The new supercomputer is the current number one, the so-called K Computer by Fujitsu was developed, of his throne. The K Computer was introduced with a performance level of more than 8 petaflop, but broke through the Top 500 list in June of all the 10pflops-border. The PrimeHPC FX10 should be that performance is largely double: the most comprehensive configuration must 23,2 pflops. Fujitsu will the PrimeHPC from January 2012, to deliver.
The heaviest configuration, good for a peak performance 23.2 pflops, uses 98304 Ultrasparc IXfx processors, each with sixteen cores on board. The sixteen cores of the Sparcs tapping 1,848 GHz and have 32 or 64GB of memory. Each processor is good for about 236,5 gflops and comes with 96 pieces in a rack to be found: in total there is the PrimeHPC FX10 1024 racks. The computer comprises a total of 6,291 petabyte of memory, and the interconnects are by Fujitsu’s “Tofu” with ten times the uni-directional 5GB/s bandwidth is formed.

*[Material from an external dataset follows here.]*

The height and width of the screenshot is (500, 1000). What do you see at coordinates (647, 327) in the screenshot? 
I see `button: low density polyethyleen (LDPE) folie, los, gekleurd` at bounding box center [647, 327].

The smallest configuration consists of only 384 nodes, which together of 90.8 tflops to deliver and about 12TB of memory. The cooling of the racks is provided by a combination of air and water cooling. The supercomputers, Fujitsu expects the next three years about fifty configurations to sell, with Fujitsu’s Technical Computing Suite, HPC-software and its ‘distributed filesystem’, FEFS, delivered.